Terry Slevin CEO – Public Health Association of Australia and Robert Hunt CEO – Dietitians Australia
Australia has built a reputation as a producer of high quality safe and healthy food. Part of this reputation is based on high standards. Standards seeking to make our food both safe and healthy. A lowering of those standards would have an adverse effect on long-term health and on the long-term wellbeing of the Australian food industry.
For this reason, we strongly oppose a new and alarming proposal – very recently advanced by certain industry interests – to move the responsibility for Food Standards Australia and New Zealand (FSANZ) under the direction of the Department of Agriculture.
Access to sufficient amounts of safe and nutritious food is key to sustaining life and promoting good health and economic growth, now and into the future. The health of the nation must be prioritised over the pecuniary interest and short-term objectives of the processed food and alcohol industry who, we believe, are actively seeking to shift the focus of and thereby potentially undermine the role of FSANZ.
The national burden of unhealthy diets constitutes a major health and economic challenge. Of greatest concern is the excess production, promotion and over-consumption of sodium, sugars and fats, and low consumption of whole grains, pulses, vegetables and fruit. Government inaction on ensuring healthy food environments already contributes to diet-related diseases including, type-2 diabetes, cardiovascular diseases and many cancers.
On 15 November 2019, the Australia and New Zealand Ministerial Forum on Food Regulation endorsed an ambitious plan to reform the bi-national Food Regulation System to ensure it remains strong, robust and agile into the future.
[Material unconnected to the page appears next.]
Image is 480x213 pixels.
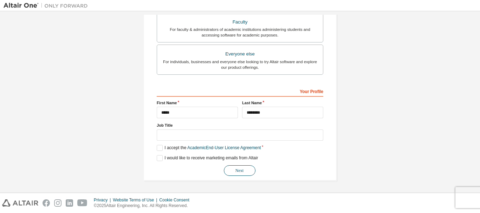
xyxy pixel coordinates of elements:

The review of the FSANZ Act commenced in July 2020, it is a comprehensive examination of its effectiveness and the associated operations and responsibilities. Extensive stakeholder consultation has been undertaken to date, and stakeholders have submitted their views on the draft Regulatory Impact Statement (RIS).
It is important to recall that the legislated objectives and current functions of FSANZ is in ‘protecting public health’. The primary objective of the Act is to ensure a high standard of public health protection, and in practice, food regulatory measures established by the Act are already being used to protect both short- and long-term health. In 2013, the Food Ministers’ Meeting (then the Forum) issued a ministerial guideline which indicated that “public health and safety in relation to food refers to all those aspects of food consumption that could adversely affect the general population or a particular community’s health either in the short- or long-term, including preventable diet-related disease, illness and disability as well as acute food safety concerns.”
The Food Minsters’ Meeting has issued several policy guidelines relating to long-term public health, including those relating to food labelling to support consumers make informed health choices, nutrition, health and related claims; fortification of foods with vitamins and minerals; and front of pack labelling, among others. FSANZ has also finalised a number of amendments to food standards over the years which related to long-term public health, including the use of additives in highly processed products such as sugar sweetened beverages and appropriate information labelling.
We are aware that Alcohol Beverages Australia (ABA) – a body representing the alcohol industry – made a submission to the review of the Act: re Modernising the FSANZ Act: Draft RIS in May 2021. ABA’s number one recommendation states: the only case for when the lens of public health can be considered is after first satisfying that the issue related to the primary purpose of FSANZ which is safety. This will remove all ambiguity and ensure a meaningful and appropriate work load for FSANZ officials. This should be achieved by amending section 18 to require that the regulatory measure relates directly to a food safety issue. This suggestion would, in our view be a regressive and destructive pathway. The rationale provided is that the expansion of FSANZ into public or preventive health will impact a meaningful and appropriate workload for FSANZ officials. In our view protecting public health is a key activity of these officials, not some onerous and dispensable burden.
The estimated cost of alcohol harm to Australia is $36 billion per year. In Australia, nearly 6,000 lives are lost every year and more than 144,000 people hospitalised, making alcohol use one of our nation’s greatest preventive health challenges. In addition, alcohol use is causally linked to over 200 disease and injury conditions.
A food regulatory system that is fit for purpose in achieving its primary objectives of protecting public health must be inclusive of protecting Australians from long-term health and preventable diet-related disease.
Particularly pertinent is protecting the nation’s youngest people. Two recent studies have revealed more than half of supermarket products marketed at kids are unhealthy, and similarly of 78 packaged meals and snacks marketed specifically for toddlers found that more than half contain sugars that are harmful to health, contribute to childhood obesity and many are highly processed. (Note: 1 in 4 Australian children are overweight or obese)
We must ensure that public health outcomes are prioritised ahead of the short-term commercial interests of some industry sectors. Now more than ever we should all appreciate that public health is integral to Australia’s society and economy. Undermining the FSANZ Act to exclude public health protection will jeopardise the health of the nation.
This blog is based on a co-signed letter sent from PHAA and Dietitians Australia to all Members of Parliament, as well as, state and territory Food Ministers and Minister of Health.